ABOUT THIS EXERCISE:
Each line of the data below should be restated exactly, with images left out.

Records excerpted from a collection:
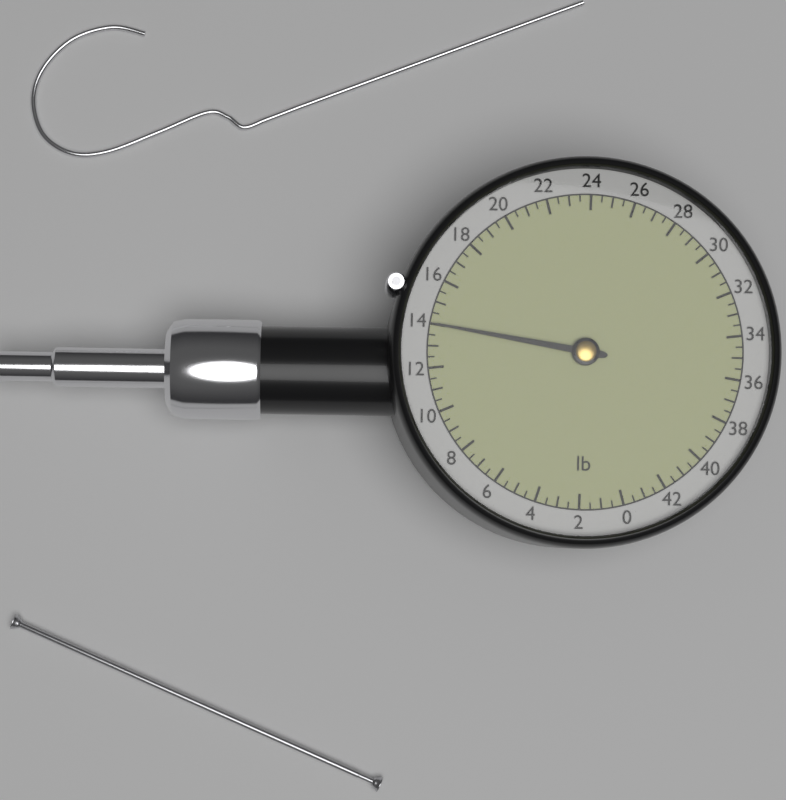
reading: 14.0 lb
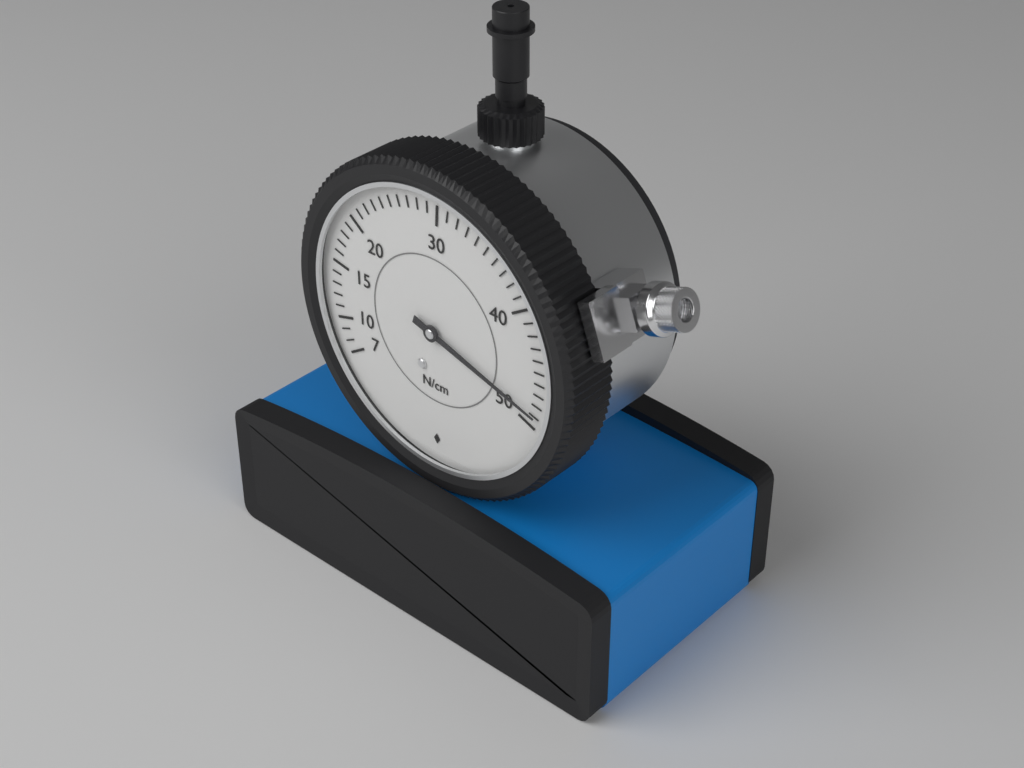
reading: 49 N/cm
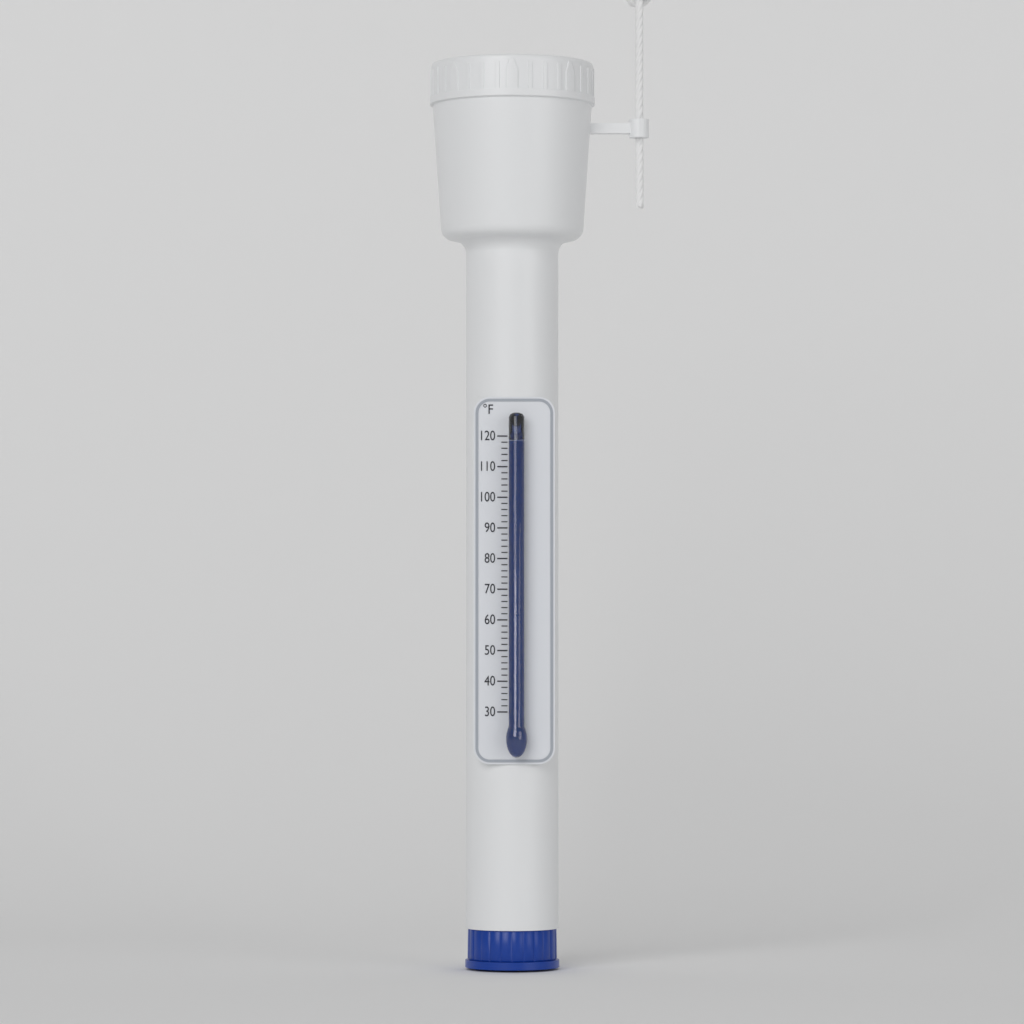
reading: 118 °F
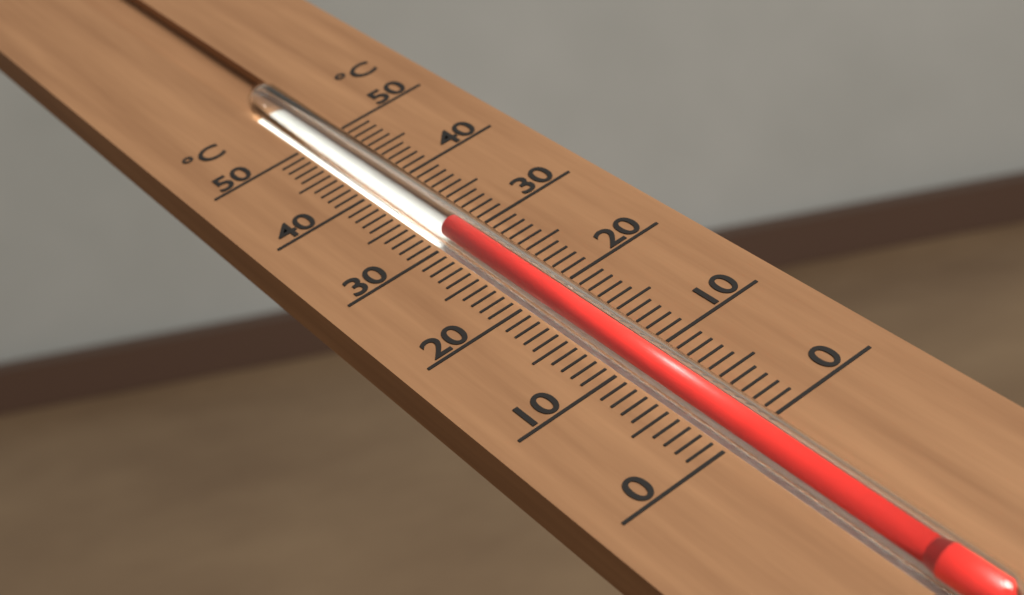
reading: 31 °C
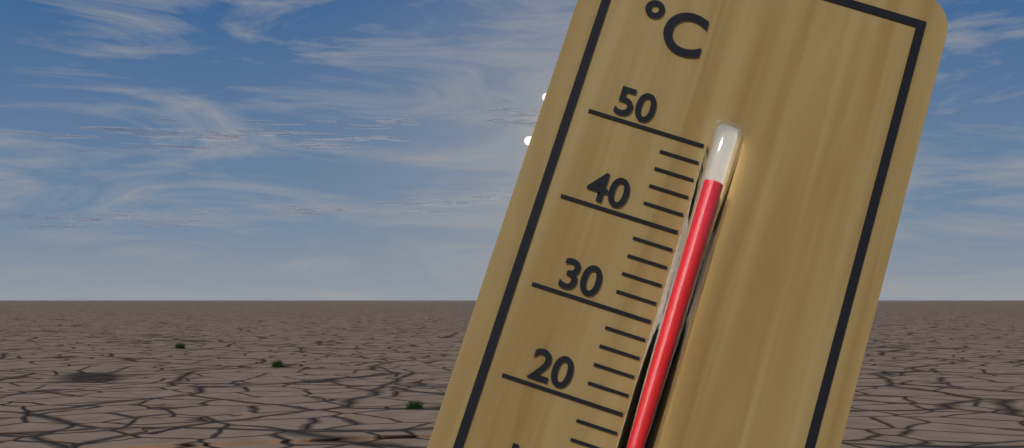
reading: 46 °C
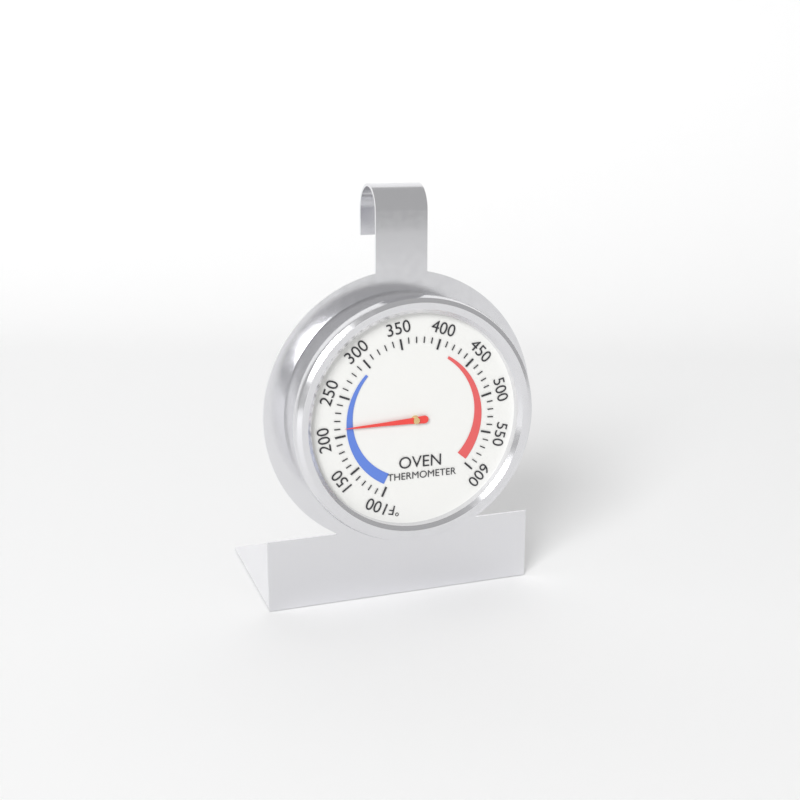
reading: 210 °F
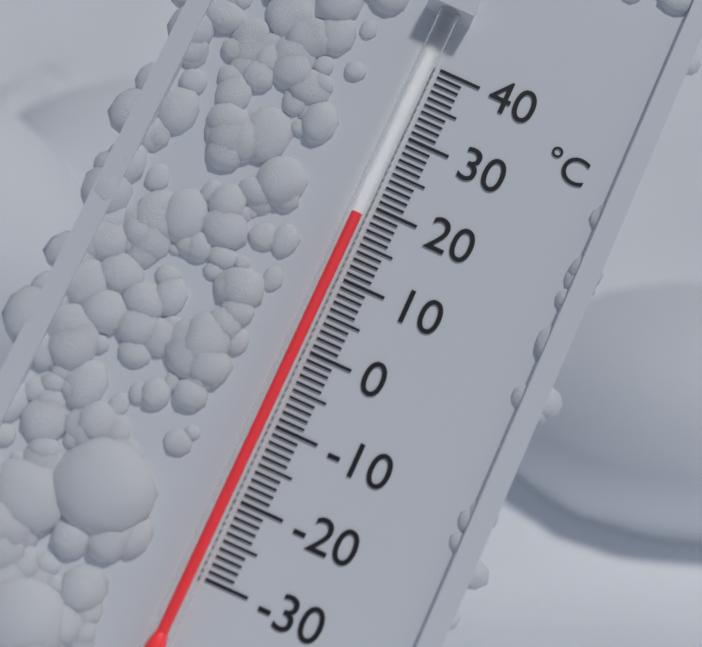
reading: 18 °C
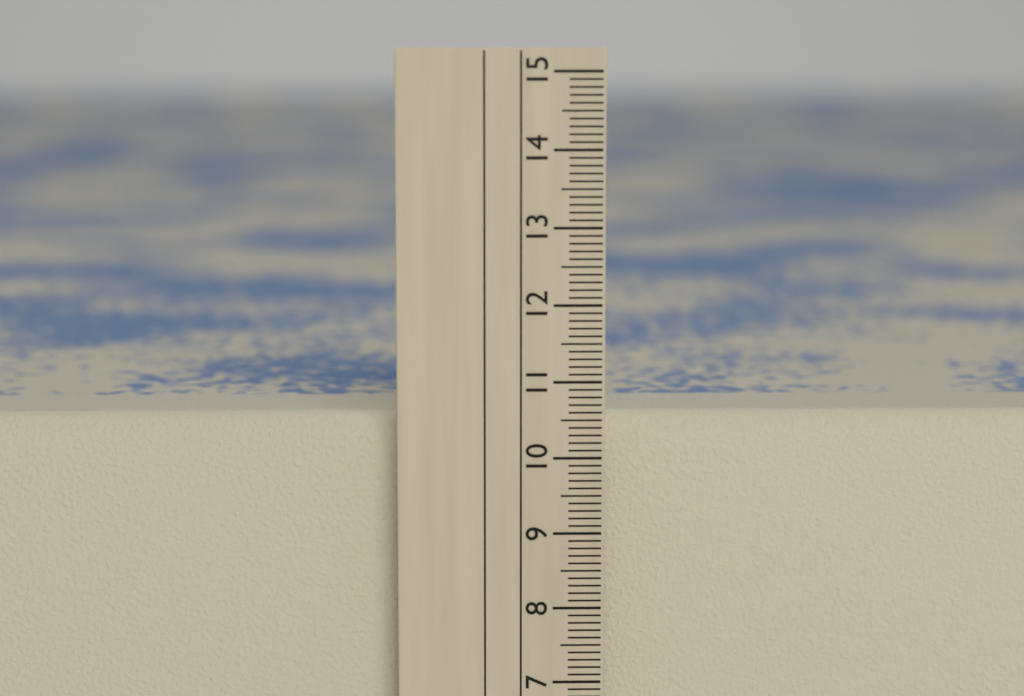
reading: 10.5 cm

RESPONSE:
reading: 14.0 lb
reading: 49 N/cm
reading: 118 °F
reading: 31 °C
reading: 46 °C
reading: 210 °F
reading: 18 °C
reading: 10.5 cm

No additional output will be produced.